There were, to be precise, 24 minutes gone in Saturday's first of the two Tests with South Africa, when a hesitant chorus of "Swing Low, Sweet Chariot" was heard. Before that you had to go back to the one which stuck in the crowd's throats about halfway through the first half of the opening autumn defeat by New Zealand. Good times, maybe, for those bashful types among us who noiselessly mouth the words to national anthems and hymns in church, but rotten ones for the England team who needed every encouragement they could get.
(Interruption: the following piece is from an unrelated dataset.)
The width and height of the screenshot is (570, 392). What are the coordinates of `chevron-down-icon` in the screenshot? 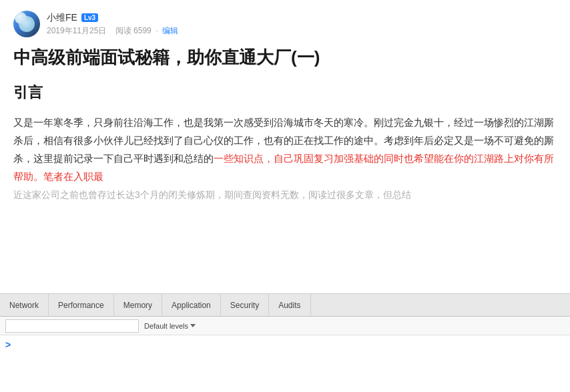 It's located at (193, 325).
"It was obvious the crowd were getting behind us when we were controlling the ball," said Lewis Moody, the replacement flanker and a gung-ho character if ever there was one, "and that buzz and energy really does impact on the players."
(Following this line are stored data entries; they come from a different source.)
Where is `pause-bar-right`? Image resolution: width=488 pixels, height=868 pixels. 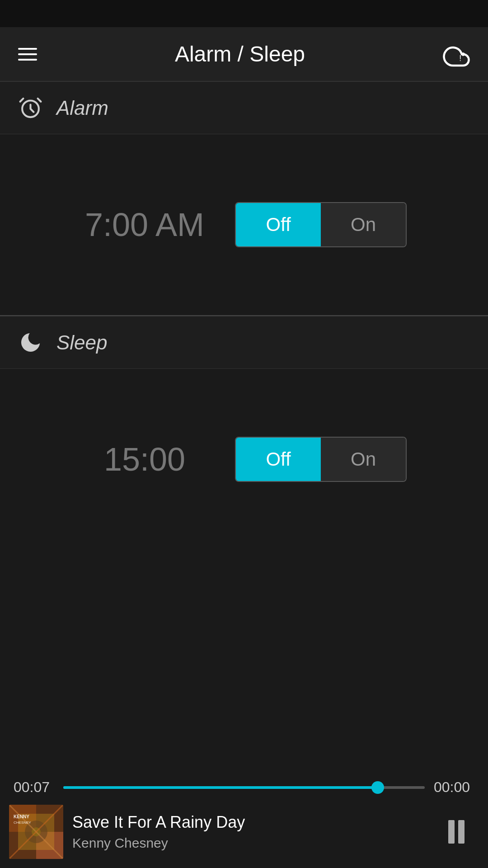 pause-bar-right is located at coordinates (461, 832).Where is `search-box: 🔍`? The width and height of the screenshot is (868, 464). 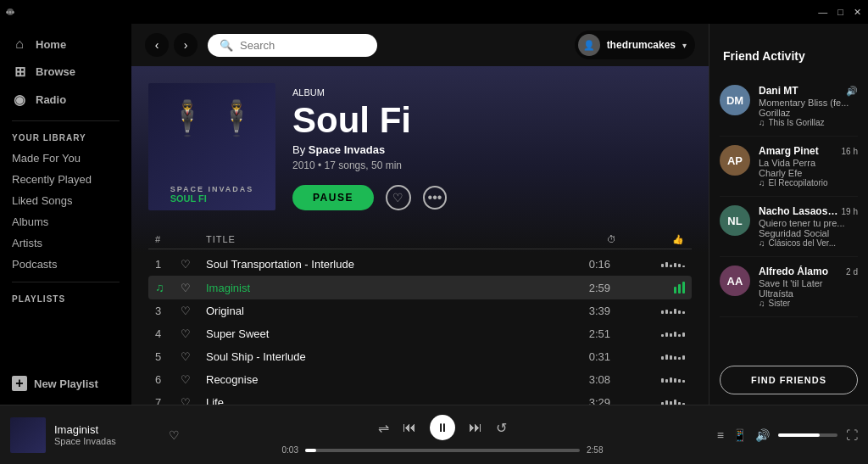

All that came a little later. When England were 13-6 down at half-time, the only buzz around the ground - newly closed in at the south end in a £105m development although still awaiting the roof to top it off - was a low grumble mingled with unmistakeable boos. The same sound of upset which greeted the defeat by Argentina seven days before.

At that point Francis Baron, the chief executive of the Rugby Football Union, might have retired into his wood-panelled bar inside the west stand - they incorporated one, don't you know, even when it was rebuilt in the early 1990s - with a mental check on the accounts just published for 2005-06. The Union will be presented with them at the Hilton Hotel on Park Lane this Friday and they say the team's poor performances cost the game at large £3.6m. Nick Eastwood, the RFU's director of finance, says two of the home matches in the new year's Six Nations Championship (against France and Scotland) are sell-outs, with the Italy fixture heading the same way, so the punters are not voting with their feet. Not yet. At upwards of £60 for a corner seat, it is not a decision taken lightly, even if plenty of the corporate types - conversely to football - probably earn more than the fellows on the field.

Whatever the finances, England badly needed a cheer from somewhere and the entrance of Phil Vickery a few minutes into the second half provided it. No one could accuse the Twickers set of being radical. Show them a Cornish prop, a World Cup winner and a potential England captain rolled up into one breast-beating package, and they hailed him like a hero.

When Vickery scored the match-winning try, well, there was nothing for it but the full "Swing Low" with harmonies, warbling middle thirds and assorted descants thrown in. A brief blast from the past, warmly received by beleaguered England.